Afghan abductors want an astronomical sum for release of Tajik shepherd abducted by mistake

Asia-Plus

Radio Liberty’s Tajik Service, known locally as Ozodi, reports Afghan abductors want an astronomical sum for release of a Tajik shepherd who was abducted by mistake on the first day of 2019.

Recall, armed Afghan drug traffickers illegally crossed the border river in the Shamsiddin-Shohin (formerly Shouroobod) district in the Khatlon province on January 1 and kidnapped a 42-year-old shepherd Tourakhon Nourmatov, taking from his village of Sari Chashma.    

RFE/RL’s Tajik Service says Nourmatov’s abductors want 40,000 U.S. dollars for his release.

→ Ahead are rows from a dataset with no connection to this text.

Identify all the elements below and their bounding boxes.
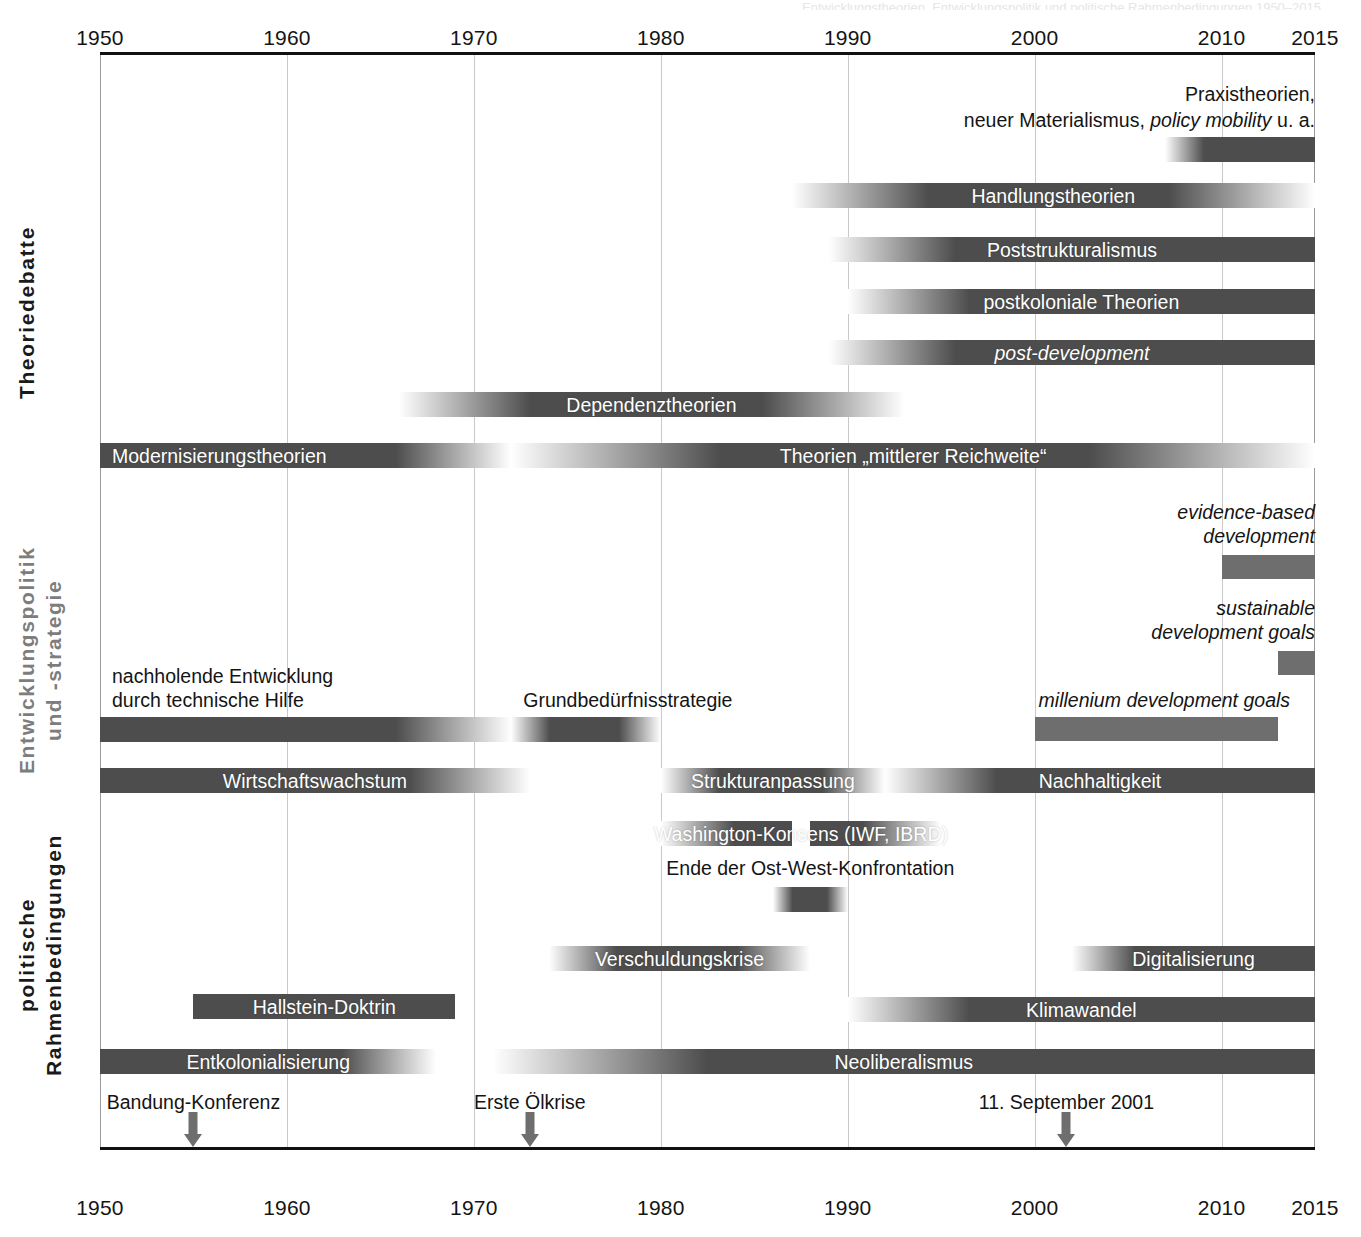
timeline-bar — [100, 717, 511, 742]
timeline-bar: Handlungstheorien — [792, 183, 1315, 208]
event-label: Bandung-Konferenz — [107, 1091, 280, 1114]
year-label-top-1980: 1980 — [637, 26, 685, 50]
section-title-rahmenbedingungen: politische Rahmenbedingungen — [14, 790, 68, 1120]
timeline-bar: post-development — [829, 340, 1315, 365]
timeline-bar: Digitalisierung — [1072, 946, 1315, 971]
timeline-bar: Dependenztheorien — [399, 392, 904, 417]
bar-label: Entkolonialisierung — [186, 1050, 350, 1073]
year-label-top-2000: 2000 — [1011, 26, 1059, 50]
bar-label: post-development — [994, 341, 1149, 364]
bar-label: Digitalisierung — [1132, 947, 1254, 970]
year-label-top-1990: 1990 — [824, 26, 872, 50]
timeline-bar: Strukturanpassung — [661, 768, 885, 793]
bar-fill — [1035, 717, 1278, 741]
year-label-top-2015: 2015 — [1291, 26, 1339, 50]
timeline-bar: Entkolonialisierung — [100, 1049, 436, 1074]
gridline-2000 — [1035, 55, 1036, 1147]
bar-caption: Ende der Ost-West-Konfrontation — [666, 857, 954, 881]
event-label: 11. September 2001 — [979, 1091, 1154, 1114]
year-label-top-1960: 1960 — [263, 26, 311, 50]
timeline-bar — [1165, 137, 1315, 162]
timeline-chart: Entwicklungstheorien, Entwicklungspoliti… — [0, 0, 1361, 1237]
plot-left-edge — [100, 55, 101, 1147]
gridline-1990 — [848, 55, 849, 1147]
bar-caption: evidence-based development — [1177, 501, 1315, 549]
bar-caption: nachholende Entwicklung durch technische… — [112, 665, 333, 713]
event-arrow-icon — [1058, 1112, 1074, 1147]
bar-label: Verschuldungskrise — [595, 947, 764, 970]
bar-label: Washington-Konsens (IWF, IBRD) — [654, 822, 948, 845]
timeline-bar — [773, 887, 848, 912]
timeline-bar: Modernisierungstheorien — [100, 443, 511, 468]
bar-label: Dependenztheorien — [566, 393, 736, 416]
timeline-bar — [1035, 717, 1278, 741]
bar-fill — [773, 887, 848, 912]
year-label-top-1970: 1970 — [450, 26, 498, 50]
plot-area: HandlungstheorienPoststrukturalismuspost… — [100, 55, 1315, 1147]
bar-label: Klimawandel — [1026, 998, 1137, 1021]
bar-caption: sustainable development goals — [1151, 597, 1315, 645]
bar-label: Hallstein-Doktrin — [253, 995, 396, 1018]
timeline-bar — [1278, 651, 1315, 675]
timeline-bar: postkoloniale Theorien — [848, 289, 1315, 314]
bar-label: postkoloniale Theorien — [983, 290, 1179, 313]
bar-label: Neoliberalismus — [834, 1050, 973, 1073]
bar-label: Modernisierungstheorien — [112, 444, 327, 467]
timeline-bar: Washington-Konsens (IWF, IBRD) — [661, 821, 941, 846]
bar-caption: millenium development goals — [1039, 689, 1290, 713]
praxistheorien-caption: Praxistheorien,neuer Materialismus, poli… — [964, 81, 1315, 133]
bar-label: Handlungstheorien — [971, 184, 1135, 207]
axis-top-line — [100, 52, 1315, 55]
timeline-bar — [511, 717, 661, 742]
cropped-header-strip: Entwicklungstheorien, Entwicklungspoliti… — [0, 0, 1361, 10]
year-label-top-2010: 2010 — [1198, 26, 1246, 50]
timeline-bar: Theorien „mittlerer Reichweite“ — [511, 443, 1315, 468]
year-label-top-1950: 1950 — [76, 26, 124, 50]
gridline-1980 — [661, 55, 662, 1147]
bar-fill — [1278, 651, 1315, 675]
bar-label: Theorien „mittlerer Reichweite“ — [780, 444, 1047, 467]
bar-label: Strukturanpassung — [691, 769, 855, 792]
bar-fill — [1222, 555, 1315, 579]
timeline-bar — [1222, 555, 1315, 579]
event-arrow-icon — [185, 1112, 201, 1147]
bar-label: Nachhaltigkeit — [1039, 769, 1161, 792]
year-label-bottom-1970: 1970 — [450, 1196, 498, 1220]
timeline-bar: Poststrukturalismus — [829, 237, 1315, 262]
year-label-bottom-1990: 1990 — [824, 1196, 872, 1220]
timeline-bar: Neoliberalismus — [493, 1049, 1315, 1074]
timeline-bar: Verschuldungskrise — [549, 946, 811, 971]
bar-fill — [511, 717, 661, 742]
year-label-bottom-2015: 2015 — [1291, 1196, 1339, 1220]
year-label-bottom-2000: 2000 — [1011, 1196, 1059, 1220]
timeline-bar: Nachhaltigkeit — [885, 768, 1315, 793]
bar-fill — [1165, 137, 1315, 162]
bar-fill — [100, 717, 511, 742]
gridline-1960 — [287, 55, 288, 1147]
bar-label: Wirtschaftswachstum — [223, 769, 407, 792]
gridline-1970 — [474, 55, 475, 1147]
year-label-bottom-2010: 2010 — [1198, 1196, 1246, 1220]
year-label-bottom-1980: 1980 — [637, 1196, 685, 1220]
year-label-bottom-1960: 1960 — [263, 1196, 311, 1220]
section-title-theoriedebatte: Theoriedebatte — [14, 148, 41, 478]
bar-label: Poststrukturalismus — [987, 238, 1157, 261]
axis-bottom-line — [100, 1147, 1315, 1150]
event-label: Erste Ölkrise — [474, 1091, 586, 1114]
bar-caption: Grundbedürfnisstrategie — [523, 689, 732, 713]
timeline-bar: Klimawandel — [848, 997, 1315, 1022]
event-arrow-icon — [522, 1112, 538, 1147]
timeline-bar: Wirtschaftswachstum — [100, 768, 530, 793]
year-label-bottom-1950: 1950 — [76, 1196, 124, 1220]
timeline-bar: Hallstein-Doktrin — [193, 994, 455, 1019]
section-title-entwicklungspolitik: Entwicklungspolitik und -strategie — [14, 500, 68, 820]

Nourmatov is reportedly employed by the Qurbonov family as a shepherd, and the Afghan drug smugglers apparently came looking for a Qurbonov family member when they showed up at the village of Sari Chashma, some 10 kilometers from the Afghan border.

The hostage-takers possibly intended to abduct Saymuddin Qurbonov.  His uncle, Abdughaffor Qurbonov, told Ozodi that the kidnappers phoned him from Afghanistan several times and said Saymuddin owed them $40,000 for narcotics they had passed on to him. They told him to pay the money and the shepherd would go free.

However, Saymuddin Qurbonov was convicted of drug smuggling in 2015 and is serving a 17-year prison term.

Abdughaffor Qurbonov told Ozodi that the Afghans came to him first.  “They were curious what I was doing in the pasture. I told them I lost my cow. I gave them a different name, so they did not know the flock belonged to me,” he said, adding, “After a while, they took the shepherd away with them.”

Abdughaffor Qurbonov gave the kidnappers’ phone number to Ozodi and, amazingly, someone answered and acknowledged he was holding the shepherd.  The man on the phone did not give his name, saying that Nourmatov was not going hungry.

“I well understand the herd does not belong to him,” the voice said.

The kidnapper had his own hard-luck story.  According to him, those narcotics belonged to another person, who recently took away his house and his wife.  “The government of Afghanistan didn’t help me, so I decided to take someone hostage, too.  I don’t have any other way,” he said.

Tajiks living near the border with Afghanistan are falling prey to drug dealers who are taking desperate measure to recover debts.  A number of Tajiks had been kidnapped by Afghan drug dealers in the previous years and held hostage until their families paid ransom money to clear debts.

The Shamsiddin-Shohn district is the most vulnerable part of the Tajik border.  Its key location has made its residents an easy target of Afghan dealers looking for Tajiks to carry the drugs on to the next point of transit — the capital Dushanbe, or even a location outside the country.